FinOps has come a long way, yet there’s a critical gap that many practitioners continue to overlook: the metrics we use to define and measure success.

Let’s address the elephant in the room. Most FinOps teams default to “cost reduction” as their primary success metric—tracking how much money they’ve saved over a given period. While this metric has its place, stopping there creates a significant blind spot. We’ve reached a point where the industry understands that FinOps isn’t solely about cutting costs. Consider a FinOps engineer who’s successfully driving cultural transformation within their organization; they might struggle to show traditional “savings,” yet their work is elevating the organization’s FinOps maturity in meaningful ways.

Rethinking Success: Beyond the Dollar Signs

So how do we tackle this challenge? We need to expand our measurement toolkit beyond pure cost impact.

Measuring cultural change isn’t easy, but it’s far from impossible. Here are some creative approaches:

  • Engagement metrics: Track the ratio of FinOps-initiated versus engineering-initiated tasks in your project management tools (like Jira).
  • Collaboration indicators: Compare how many design meetings you organize with engineering teams versus how many you’re invited to join.
  • Timing scores: Implement a scoring system based on when FinOps gets involved in feature development—with early-stage involvement (idea/design/roadmap) earning higher scores than post-deployment consultation.

The key is thinking creatively about what you measure and how it reflects your FinOps practice’s integration within your organization.

Measuring Operational Excellence

But what about the broader practice? Beyond tracking FinOps involvement, we need metrics that capture:

  • How quickly we identify inefficiencies
  • Our response time to open cases
  • How rapidly we adapt to organizational needs in the FinOps space
  • Our agility in embracing new technologies and demands

Engineering-Driven FinOps Metrics

From an engineering perspective, I propose these additional metrics for tracking FinOps performance over time:

TTA (Time to Automate)

How quickly can we transform manual processes into automated, scalable workflows? This includes reporting, cloud resource management, and responding to engineering queries. Manual work and operational overhead represent one of the biggest challenges for FinOps practitioners (I’m sure this resonates!). Too often, we find ourselves performing repetitive tasks—generating the same reports with different filters. In today’s AI-powered era, your FinOps maturity is reflected in how fast you can automate these tasks—not just identify them. That’s where platforms like Wiv come in.

TTR (Time to Resolution)

Once we identify an inefficiency, how quickly can we address it? This could involve automated remediation, establishing appropriate SLAs for engineering teams, or implementing alerts for policy violations. For instance, if a team has allocated a detached EBS volume, the TTR tracks how long it takes to resolve this inefficiency.

TTD (Time to Data)

How quickly can you access the specific data you need? Traditional BI platforms often fall short here, as the required information may not be readily available in standard cost reports. Consider this scenario: you need to identify all EKS cluster versions in production. How long would that take today? Whose assistance would you need?

The Wiv Approach

At Wiv, we’re addressing these challenges by democratizing automation, making it accessible to both technical and non-technical users. Our platform replaces the traditional cycle of “see insight, open ticket, wait for engineer” with a no-code automation engine that lets FinOps teams act immediately—without writing a line of code. Need to identify all your EKS versions? That’s a two-step workflow. Want to generate a report from that data? Just add another step. Want to open a Jira for the engineering teams? As simple as clicking a button.

We empower organizations to build and mature their FinOps practices while improving all the metrics mentioned above. Rather than just presenting data, we enable action. When you’re driving cultural change in your organization, these metrics become essential for demonstrating progress and engagement levels. The bottom line? Automation is no longer a nice-to-have—it’s the operational foundation for real FinOps maturity.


■ What to produce ■
In the data below, find each line that contains the word "image" and copy it.

(Beginning of Dataset extract)

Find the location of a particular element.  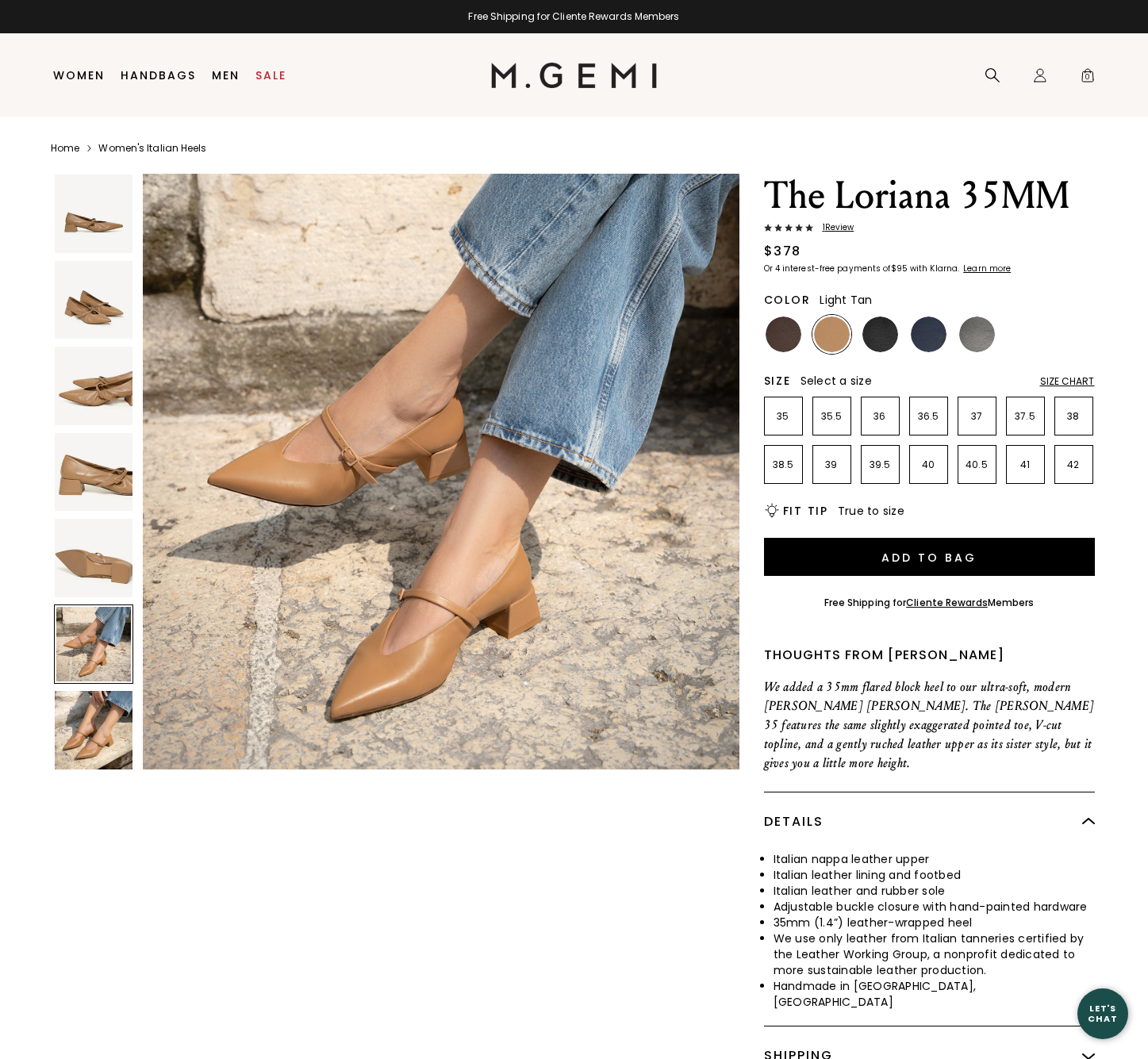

(End of Dataset extract)
(Beginning of Dataset extract)

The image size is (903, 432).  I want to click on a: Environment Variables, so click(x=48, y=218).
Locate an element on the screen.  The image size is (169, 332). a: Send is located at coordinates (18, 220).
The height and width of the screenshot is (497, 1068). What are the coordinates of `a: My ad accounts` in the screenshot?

(End of Dataset extract)
(Beginning of Dataset extract)

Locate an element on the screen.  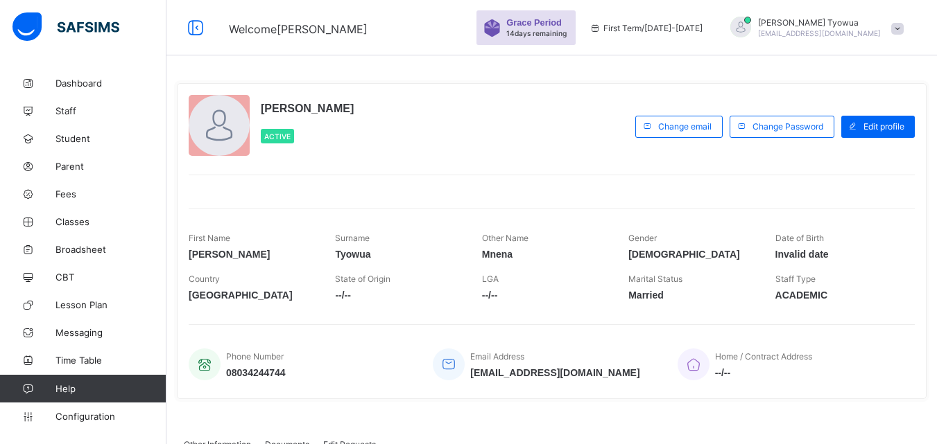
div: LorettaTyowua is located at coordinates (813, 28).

(End of Dataset extract)

■ Solution ■
The image size is (903, 432).  I want to click on a: Environment Variables, so click(x=48, y=218).
Locate an element on the screen.  The image size is (169, 332). a: Send is located at coordinates (18, 220).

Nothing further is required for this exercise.